Nuclear alpha-particle condensates: Definitions, occurrence conditions, and consequences
N.T. Zinner, A.S. Jensen

TL;DR
This paper critically examines the theoretical plausibility of alpha-particle condensates in nuclei, concluding that such states are unlikely to exist beyond very small clusters due to fundamental physical constraints.
Contribution
It provides a rigorous analysis of the conditions for alpha-particle condensates, demonstrating their marginal likelihood and highlighting the conflicts and limitations in their theoretical description.
Findings
Alpha condensates are only marginally expected in nuclei.
Few-body nuclear condensates are ill-defined.

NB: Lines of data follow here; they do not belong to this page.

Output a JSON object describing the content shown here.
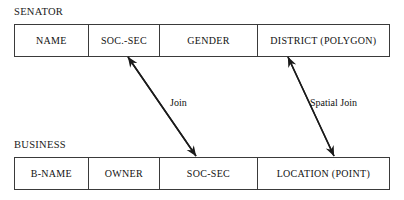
{
  "diagram": {
    "title_senator": "SENATOR",
    "title_business": "BUSINESS",
    "entities": [
      {
        "name": "SENATOR",
        "attributes": [
          {
            "label": "NAME"
          },
          {
            "label": "SOC.-SEC"
          },
          {
            "label": "GENDER"
          },
          {
            "label": "DISTRICT (POLYGON)"
          }
        ]
      },
      {
        "name": "BUSINESS",
        "attributes": [
          {
            "label": "B-NAME"
          },
          {
            "label": "OWNER"
          },
          {
            "label": "SOC-SEC"
          },
          {
            "label": "LOCATION (POINT)"
          }
        ]
      }
    ],
    "relationships": [
      {
        "label": "Join",
        "from": "SENATOR.SOC.-SEC",
        "to": "BUSINESS.SOC-SEC"
      },
      {
        "label": "Spatial Join",
        "from": "SENATOR.DISTRICT (POLYGON)",
        "to": "BUSINESS.LOCATION (POINT)"
      }
    ],
    "colors": {
      "background": "#ffffff",
      "stroke": "#3a3a3a",
      "text": "#111111",
      "arrow": "#1a1a1a"
    }
  }
}
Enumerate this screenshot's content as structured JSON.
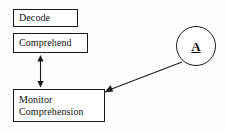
{
  "diagram": {
    "background_color": "#fefefe",
    "stroke_color": "#1a1a1a",
    "nodes": [
      {
        "id": "decode",
        "label": "Decode",
        "shape": "rectangle"
      },
      {
        "id": "comprehend",
        "label": "Comprehend",
        "shape": "rectangle"
      },
      {
        "id": "monitor",
        "label_line1": "Monitor",
        "label_line2": "Comprehension",
        "shape": "rectangle"
      },
      {
        "id": "agent",
        "label": "A",
        "shape": "circle",
        "bold": true,
        "underlined": true
      }
    ],
    "connectors": [
      {
        "id": "comprehend-monitor",
        "from": "comprehend",
        "to": "monitor",
        "style": "double-headed-vertical-arrow"
      },
      {
        "id": "agent-monitor",
        "from": "agent",
        "to": "monitor",
        "style": "single-headed-diagonal-arrow"
      }
    ]
  }
}
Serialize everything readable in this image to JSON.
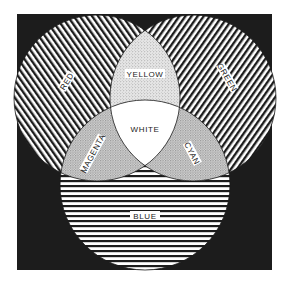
{
  "diagram": {
    "background_color": "#1c1c1c",
    "circles": [
      {
        "id": "red",
        "label": "RED",
        "pattern": "diagonal-stripes-forward"
      },
      {
        "id": "green",
        "label": "GREEN",
        "pattern": "diagonal-stripes-backward"
      },
      {
        "id": "blue",
        "label": "BLUE",
        "pattern": "horizontal-stripes"
      }
    ],
    "intersections": [
      {
        "id": "yellow",
        "label": "YELLOW",
        "sets": [
          "red",
          "green"
        ],
        "pattern": "light-stipple"
      },
      {
        "id": "magenta",
        "label": "MAGENTA",
        "sets": [
          "red",
          "blue"
        ],
        "pattern": "dense-stipple"
      },
      {
        "id": "cyan",
        "label": "CYAN",
        "sets": [
          "green",
          "blue"
        ],
        "pattern": "dense-stipple"
      },
      {
        "id": "white",
        "label": "WHITE",
        "sets": [
          "red",
          "green",
          "blue"
        ],
        "pattern": "solid-white"
      }
    ]
  }
}
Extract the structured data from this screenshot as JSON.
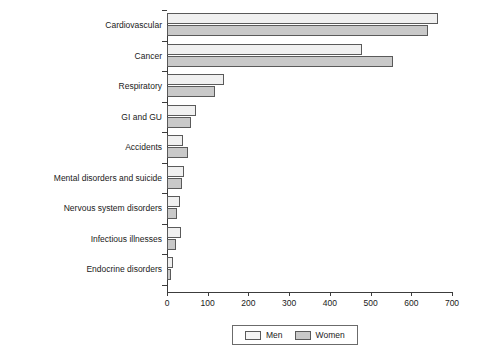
{
  "chart_data": {
    "type": "bar",
    "orientation": "horizontal",
    "title": "",
    "xlabel": "",
    "ylabel": "",
    "xlim": [
      0,
      700
    ],
    "xticks": [
      0,
      100,
      200,
      300,
      400,
      500,
      600,
      700
    ],
    "grid": false,
    "legend_position": "bottom",
    "categories": [
      "Cardiovascular",
      "Cancer",
      "Respiratory",
      "GI and GU",
      "Accidents",
      "Mental disorders and suicide",
      "Nervous system disorders",
      "Infectious illnesses",
      "Endocrine disorders"
    ],
    "series": [
      {
        "name": "Men",
        "color": "#f0f0f0",
        "values": [
          665,
          480,
          140,
          70,
          40,
          42,
          32,
          35,
          15
        ]
      },
      {
        "name": "Women",
        "color": "#c9c9c9",
        "values": [
          640,
          555,
          118,
          59,
          52,
          37,
          25,
          22,
          10
        ]
      }
    ]
  },
  "legend": {
    "entries": [
      {
        "label": "Men",
        "swatch": "men-swatch"
      },
      {
        "label": "Women",
        "swatch": "women-swatch"
      }
    ]
  }
}
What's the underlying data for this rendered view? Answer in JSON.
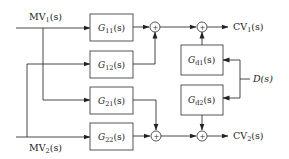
{
  "diagram": {
    "type": "block-diagram",
    "inputs": [
      {
        "id": "mv1",
        "label": "MV",
        "sub": "1",
        "arg": "(s)"
      },
      {
        "id": "mv2",
        "label": "MV",
        "sub": "2",
        "arg": "(s)"
      }
    ],
    "disturbance": {
      "id": "d",
      "label": "D(s)"
    },
    "outputs": [
      {
        "id": "cv1",
        "label": "CV",
        "sub": "1",
        "arg": "(s)"
      },
      {
        "id": "cv2",
        "label": "CV",
        "sub": "2",
        "arg": "(s)"
      }
    ],
    "blocks": [
      {
        "id": "g11",
        "label": "G",
        "sub": "11",
        "arg": "(s)"
      },
      {
        "id": "g12",
        "label": "G",
        "sub": "12",
        "arg": "(s)"
      },
      {
        "id": "g21",
        "label": "G",
        "sub": "21",
        "arg": "(s)"
      },
      {
        "id": "g22",
        "label": "G",
        "sub": "22",
        "arg": "(s)"
      },
      {
        "id": "gd1",
        "label": "G",
        "sub": "d1",
        "arg": "(s)"
      },
      {
        "id": "gd2",
        "label": "G",
        "sub": "d2",
        "arg": "(s)"
      }
    ],
    "summing_junctions": [
      {
        "id": "s1",
        "symbol": "+"
      },
      {
        "id": "s2",
        "symbol": "+"
      },
      {
        "id": "s3",
        "symbol": "+"
      },
      {
        "id": "s4",
        "symbol": "+"
      }
    ],
    "connections": [
      "MV1 -> G11",
      "MV1 -> G21",
      "MV2 -> G12",
      "MV2 -> G22",
      "G11 -> S1",
      "G12 -> S1",
      "S1 -> S2",
      "Gd1 -> S2",
      "S2 -> CV1",
      "G22 -> S3",
      "G21 -> S3",
      "S3 -> S4",
      "Gd2 -> S4",
      "S4 -> CV2",
      "D -> Gd1",
      "D -> Gd2"
    ]
  }
}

Condensates of more than three alpha particles are very unlikely.
Abstract
There has been a recent flurry of interest in the possibility of condensates of -particles in nuclei. In this letter we discuss occurrence conditions for such states. Using the quantality condition of Mottelson we show that condensates are only marginally expected in -particle states. We proceed to demonstrate that few-body nuclear condensates are ill-defined, and emphasize the conflict between -localization and -condensate formation. We also explore the connection between Ikeda diagrams, linear chains, and Tonks-Girardeau gases. Our findings show that no new information is contained in the approximations of nuclear states as -cluster condensates. Furthermore, condensates of more than three -particles are very unlikely to exist due to couplings to other degrees of freedom.